Owner David Winer—whose EatWellDC restaurant group also owns Logan Tavern, Grillfish, and Logan at the Heights—closed Latin/Asian-themed Merkado Kitchen at the end of August. He gave the space a quick makeover and reopened it last Monday as the American-focused Commissary.
Photos by Jasmine Touton
While Logan Tavern—located on the same block—is always busy, Winer says, Merkado never experienced the same success. “For three years I played around with the concept, and three years I couldn’t strike the right pitch.”

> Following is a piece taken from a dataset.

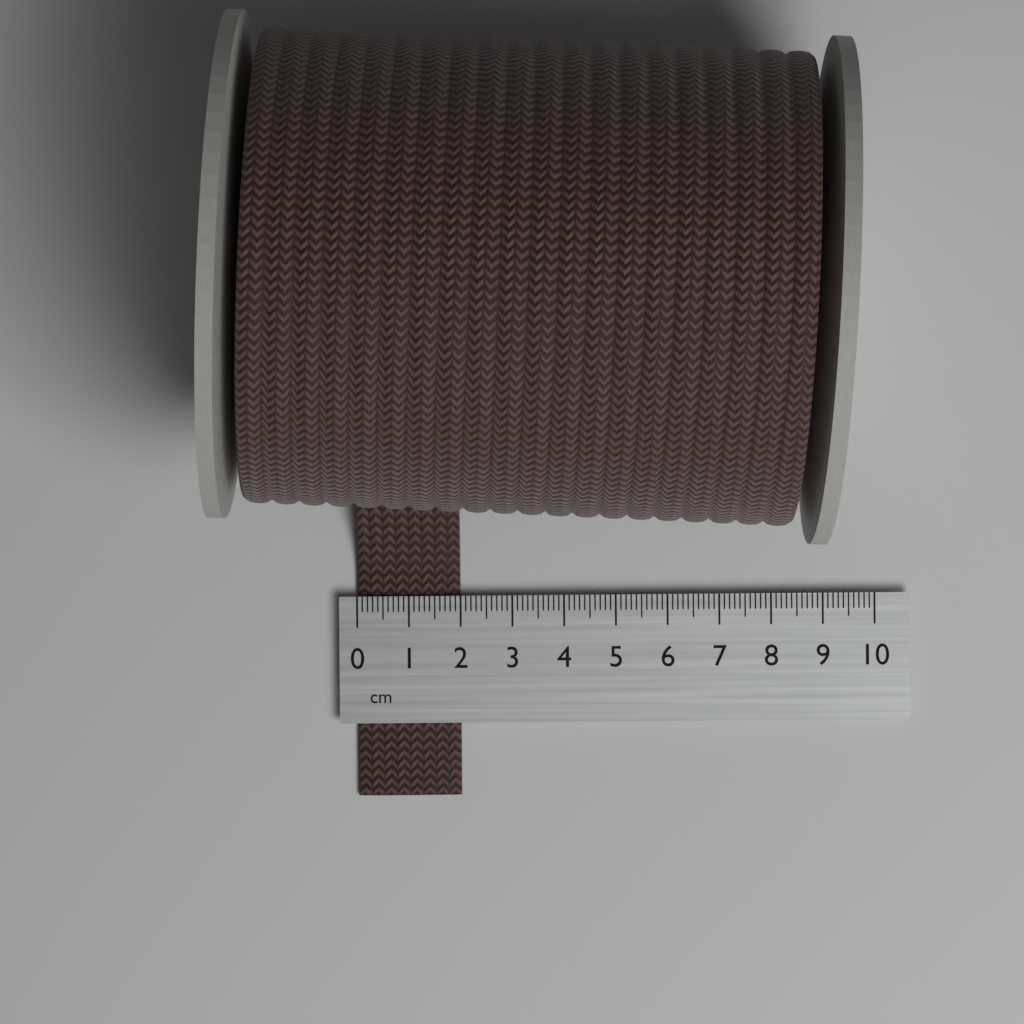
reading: 2.0 cm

This time around, he’s determined to lure customers by touting “honest pricing” (entrées run from $9 to $16) and a something-for-everyone menu. The 90-seat restaurant serves breakfast every day until 5 plus lunch, dinner, and weekend brunch. Small plates, which range from $3 to $12, include sharable items like hummus and grilled pita, crisp chicken dumplings, and beef sliders showered with pickles and onions. There are heartier options such as a crisp single-serving tomato-basil pizza, burgers, and sandwiches, which range from a classic white-bread BLT to a bubbly French croque monsieur. Full dinners include seared salmon with tamarind and a Merkado-inspired steak streaked with a bright-green chimichurri sauce and paired with matchstick fries. Desserts and breakfast pastries come from Firehook and Uptown bakeries.
Those familiar with Merkado will recognize the same wide-open space, but Winer has traded the modern decor for a patriotic theme: An American flag is tacked above the bar, large chalkboard menus are written in red, white, and blue, and a weathered wooden communal table sits near the back of the restaurant.

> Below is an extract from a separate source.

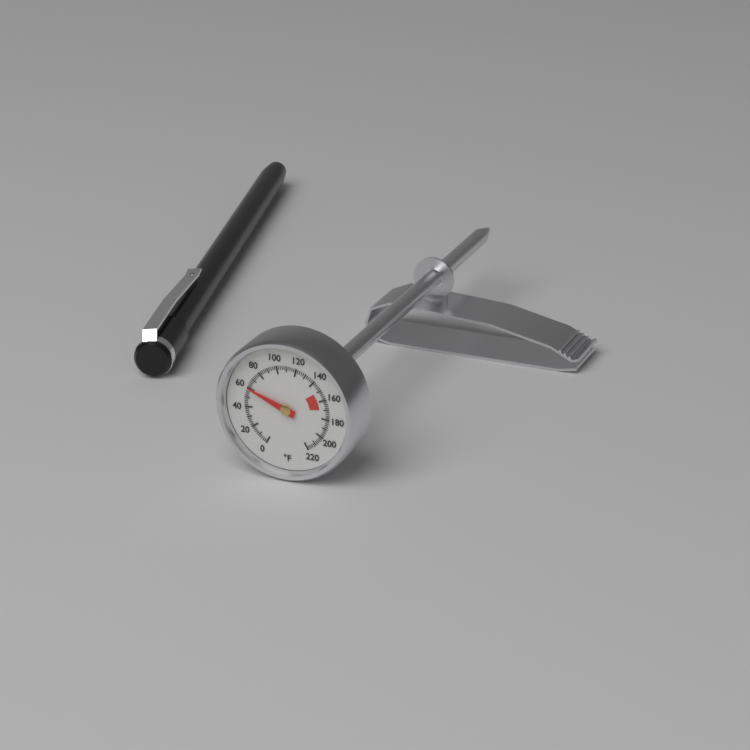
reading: 60 °F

Up front, Winer has planted a circle of coffeehouselike armchairs, whose swinging tray tables can support a laptop computer (the place has free wi-fi), a cup of espresso from the coffee bar, a smoothie from the juice bar, or a chess set from the collection of board games.

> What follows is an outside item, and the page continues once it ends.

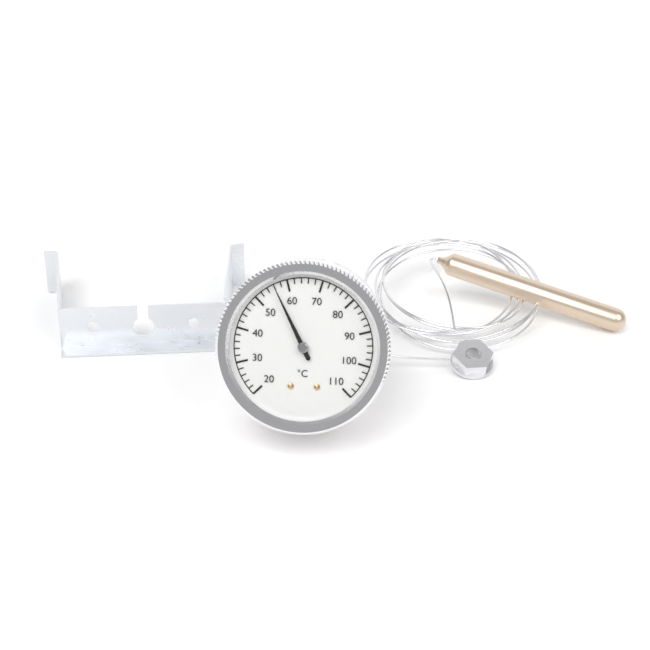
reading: 56 °C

Unlike Merkado, Commissary is committed to being ecofriendly: Power comes from wind, the menu is printed in soy ink on recycled paper, and the collection of 25 wines and 12 beers all come from sustainable or organic producers.
So far it seems that the neighborhood has embraced his new concept. By 7 PM on Friday there was an hourlong wait for a table, on Saturday Winer says they were so busy he felt like closing the doors, and when we left at 6:30 PM on Sunday, customers were waiting for our table.
Commissary, 1443 P St., NW; 202-299-0018; commissarydc.com.